How to Add Value to a Hotel


News from Panama / Tuesday, June 19th, 2012

A report by the Instituto Tecnológico Hotelero summarizes the main areas that travelers use to qualify a hotel as good or bad.

The report entitled “#Hotelfacts or how to add value to a hotel stay”, summarizes the research in the form of some recommendations that any hotel can apply to aspects directly related to improving the customer’s experience, and to help to increase competitiveness.

Clear trends in five areas

#Hotelfacts results are based on the opinions shared by Twitter users using this tag, and can be divided into five major areas.

– Technology
– Equipment and facilities
– Internal processes associated with the use of the facilities
– F & B (Food and Beverages)
– Customer Experience

Wi-Fi in hotels, more outlets and technology available to the client, breakfast quality, flexible hours check-in and check-out, and a more friendly, approachable and friendly are the main requests from users of Twitter clients Spanish hotel, who participated in # hotelfacts

The Hotel Technology Institute, as part of its outreach on the positive effect of new technologies and innovation in hotel management, has launched an initiative to harness the collective knowledge of social networks: # hotelfacts.
For the second consecutive year, ITH has launched this online experience on Twitter, which invites users and customers of hotels to comment, while not specifically mentioning the establishment or the mark in question, what were the situations that do not add value to the experience, and make more positive proposals to make the stay at the hotel, whether for business or leisure.
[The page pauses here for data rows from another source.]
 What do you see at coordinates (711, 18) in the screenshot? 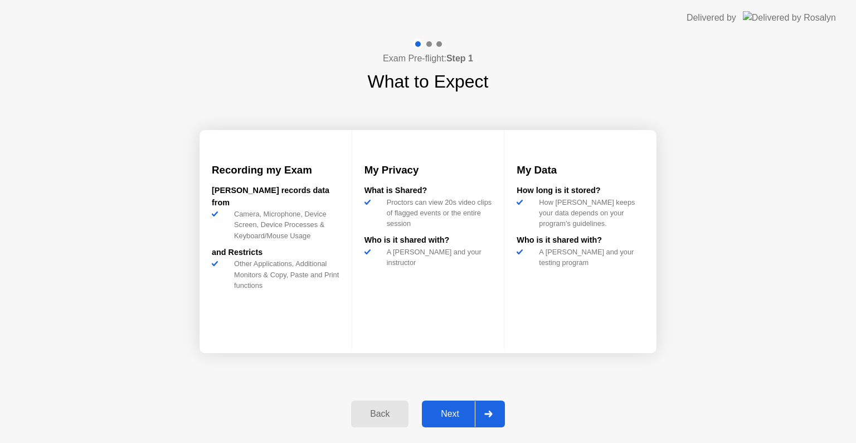
I see `div: Delivered by` at bounding box center [711, 18].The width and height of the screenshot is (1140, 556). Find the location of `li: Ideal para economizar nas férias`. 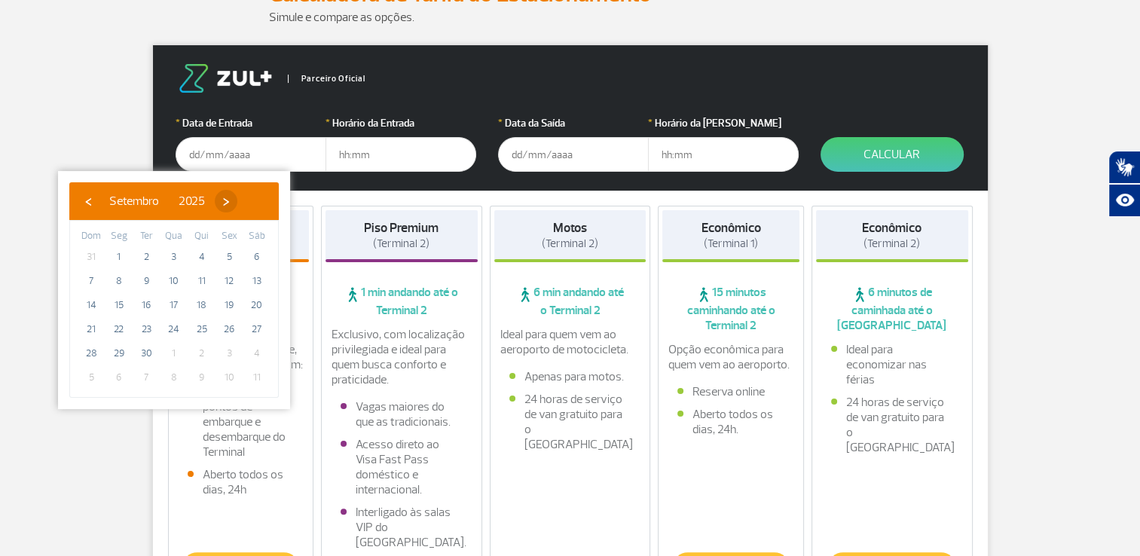

li: Ideal para economizar nas férias is located at coordinates (892, 365).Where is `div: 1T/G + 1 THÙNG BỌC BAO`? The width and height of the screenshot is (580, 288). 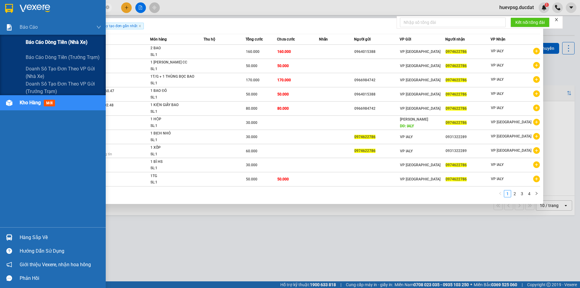 div: 1T/G + 1 THÙNG BỌC BAO is located at coordinates (173, 77).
The key is to obtain, using the hashtag # hotelfacts, constructive criticism that hoteliers can incorporate in any area of hotel management and that directors and managers of properties is difficult to detect because they go unnoticed or are lost in the day day.
The results of # hotelfacts are based on the opinions that Twitter users shared using this tag, and can be divided into five main areas: technology, equipment and facilities, internal processes associated with the use of facilities, F & B (food and beverages ) and customer experience.
Observations and user comments have affected specific aspects, some more frequently than others. These aspects have been classified, depending on the repetition frequency, assigning a score of 1 to 5 (1 represents the lowest frequency, 5 to the maximum frequency). Wi-Fi in hotels, more outlets and technology available to the client, breakfast quality, flexibility in hours of check in and check-out, and a more friendly, approachable and friendly, have been the most discussed and requested by users who participated in this experience.
How and when did # hotelfacts
This year, we have taken the first long vacation at Easter, to repeat the initiative on Twitter, which last year became a trending topic, and start a new conversation that has taken the vast collective intelligence of social networks. With # hotelfacts we have tried to find commonalities that improve operational aspects of events or, apparently, do not respond to a business logic or customer clear and that can be extrapolated to other hotels or at least a representative number of establishments.
This year also we have had the valuable collaboration of Pirendo, Spanish leading company dedicated to intelligence and analytics in social media, which shall make a quantitative study of the initiative # hotelfacts, and ITH complemented by qualitative analysis created by the Spanish firm Díptere. All this work is summarized in a series of recommendations that any hotel can be applied to improve aspects related directly to the customer experience, and is available to all professionals in the hospitality industry, with the aim of increasing the competitiveness of the sector.

You can download the full report # hotelfacts on our website.

The report details the main areas where customers find the service they receive satisfactory or unsatisfactory.